En route to the jail, I stopped to buy Sasha prison panties. My affordable choices were divided between the garish, the pathetic, and the overly utilitarian. I picked through a pair with pitchfork-bearing devils stamped around the bikini line, a black and red pair with strategically placed hearts and flowers that didn’t seem suited for solitary incarceration, and a cotton pair that might as well have had
Institutionalized
stamped on them. I finally decided that a pair saying
This is the day we wash our clothes
was the least likely to depress upon wearing or discarding. Even this purchase stretched my shaky budget. I had an ominous sense that I was heading for financial catastrophe. I was probably going to have to pay for my hotel room, plus Lala and Belle’s telephone calls, plus the gas back and forth today, plus who knew what else ahead. I’d change my name to Mandy Pauper. I got so depressed about my perpetually pathetic finances that I returned to the hotel and snagged the shampoo and soap offerings, rather than buy large varieties of those items. “Little bottles are more optimistic,” I told Sasha a few minutes later.

“They’ll set bail tomorrow.” Her expression was dark.

“Tomorrow!” I was surprised and delighted. Nothing on the faces of the officials I’d encountered had led me to believe they would release her in their lifetimes. “Tomorrow!” I repeated.

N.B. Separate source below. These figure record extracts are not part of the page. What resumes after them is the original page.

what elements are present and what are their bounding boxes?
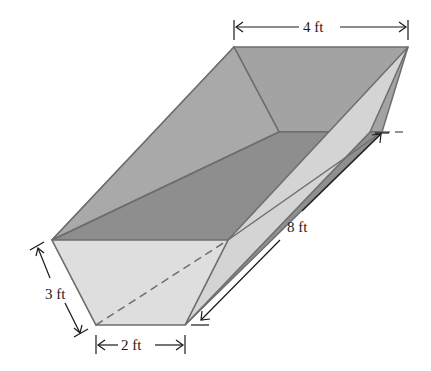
label-top-width: 4 ft [303,19,324,35]
label-bottom-width: 2 ft [121,337,142,353]
label-length: 8 ft [287,219,308,235]
trough-diagram: 4 ft 8 ft 3 ft 2 ft [0,0,431,371]
label-height: 3 ft [45,286,66,302]
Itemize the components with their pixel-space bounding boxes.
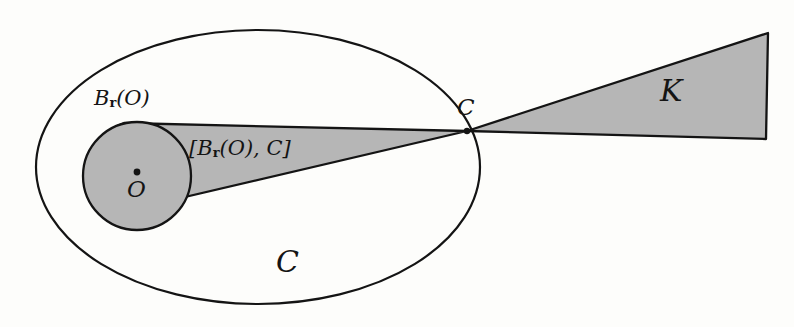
- label-ball-argument: (O): [116, 86, 150, 110]
- label-body-c: C: [276, 247, 299, 277]
- label-hull-subscript: r: [213, 145, 220, 160]
- label-origin-o: O: [127, 178, 146, 201]
- label-hull-main: B: [197, 136, 212, 160]
- label-cone-k: K: [660, 76, 682, 106]
- label-ball-br-o: Br(O): [94, 88, 150, 109]
- origin-dot: [134, 169, 141, 176]
- label-hull-separator: ,: [253, 136, 266, 160]
- cone-k-shape: [467, 33, 768, 139]
- label-hull-apex: C: [266, 136, 282, 160]
- label-hull-argument: (O): [220, 136, 254, 160]
- label-ball-main: B: [94, 86, 109, 110]
- label-apex-c: C: [457, 96, 475, 119]
- diagram-svg: [0, 0, 794, 327]
- figure-canvas-root: Br(O) [Br(O), C] O C K C: [0, 0, 794, 327]
- label-cone-hull: [Br(O), C]: [189, 138, 291, 159]
- label-hull-close: ]: [283, 136, 291, 160]
- apex-dot: [464, 128, 470, 134]
- label-hull-open: [: [189, 136, 197, 160]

“Keep sounding like Orphan Annie,” Sasha said, “and I will actually commit murder.” She exhaled and looked a bit relieved. “You know anything about bail?” she asked. “Do I have to pay interest for the loan? Oh, I must, or why would they give it to me? Geez, I was just getting ahead a little. Now I don’t know if I’ll get rehired by the saltwater taffy people and I’ll have this miserable bail to pay for and how the hell did this happen? And you forgot my trashy book, too.”

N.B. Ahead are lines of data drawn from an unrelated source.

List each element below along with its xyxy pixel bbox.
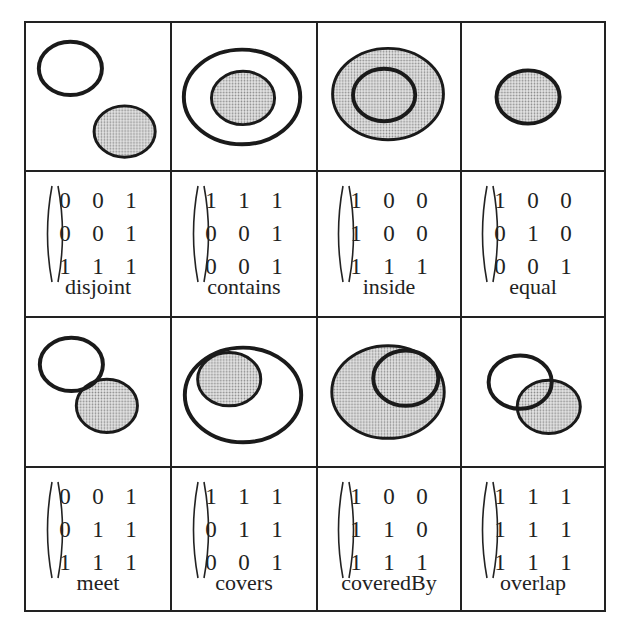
equal-illustration [462,23,604,170]
matrix-cell-contains: 111 001 001 contains [172,172,318,318]
intersection-matrix: 111 111 111 [491,480,575,579]
diagram-coveredBy [318,318,462,468]
coveredBy-illustration [318,318,460,466]
right-paren-icon [347,184,359,284]
disjoint-illustration [26,23,170,170]
left-paren-icon [477,184,489,284]
matrix-cell-coveredBy: 100 110 111 coveredBy [318,468,462,610]
intersection-matrix: 111 011 001 [202,480,286,579]
matrix-cell-covers: 111 011 001 covers [172,468,318,610]
diagram-equal [462,23,604,172]
left-paren-icon [333,480,345,580]
left-paren-icon [188,480,200,580]
left-paren-icon [42,184,54,284]
left-paren-icon [42,480,54,580]
contains-illustration [172,23,316,170]
inside-illustration [318,23,460,170]
matrix-cell-disjoint: 001 001 111 disjoint [26,172,172,318]
intersection-matrix: 001 011 111 [56,480,140,579]
diagram-covers [172,318,318,468]
left-paren-icon [333,184,345,284]
intersection-matrix: 100 010 001 [491,184,575,283]
diagram-contains [172,23,318,172]
right-paren-icon [491,184,503,284]
left-paren-icon [188,184,200,284]
diagram-inside [318,23,462,172]
diagram-meet [26,318,172,468]
matrix-cell-equal: 100 010 001 equal [462,172,604,318]
diagram-disjoint [26,23,172,172]
matrix-cell-meet: 001 011 111 meet [26,468,172,610]
intersection-matrix: 100 110 111 [347,480,431,579]
matrix-cell-overlap: 111 111 111 overlap [462,468,604,610]
intersection-matrix: 001 001 111 [56,184,140,283]
meet-illustration [26,318,170,466]
covers-illustration [172,318,316,466]
right-paren-icon [347,480,359,580]
right-paren-icon [491,480,503,580]
diagram-overlap [462,318,604,468]
matrix-cell-inside: 100 100 111 inside [318,172,462,318]
right-paren-icon [202,480,214,580]
left-paren-icon [477,480,489,580]
overlap-illustration [462,318,604,466]
right-paren-icon [56,480,68,580]
right-paren-icon [56,184,68,284]
intersection-matrix: 111 001 001 [202,184,286,283]
relations-grid: 001 001 111 disjoint 111 001 001 contain… [24,21,606,612]
right-paren-icon [202,184,214,284]
intersection-matrix: 100 100 111 [347,184,431,283]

“Did not.” I extracted the book. “From my own personal collection. Vacation reading from Philly Prep to you. Genuine, one hundred percent trash. Check it out. It has an all-verb blurb. Says it will make you shudder, throb, and pulsate.”

“I’ve done enough of that for a while. It’s expectations like those that got me in here in the first place. Tell me what I don’t already know about.”

I told her everything I knew—precious little, when I said it out loud—and what I didn’t know for sure, but strongly suspected, which was that Reese’s feeble ethics had disappeared altogether once Palford was out of the picture, until finally he was not only mismanaging, but manipulating the old folk’s funds.

“I don’t know about money,” she said, “but I know about scams. Remember Riley?”

“I’ve never been sure whether that was his first or last name,” I said.

“That was his both. Riley No Middle Name Riley. His parents weren’t famous for having great imaginations.”

I did remember Riley was the scam artist, successful and dangerous because of his astounding charm.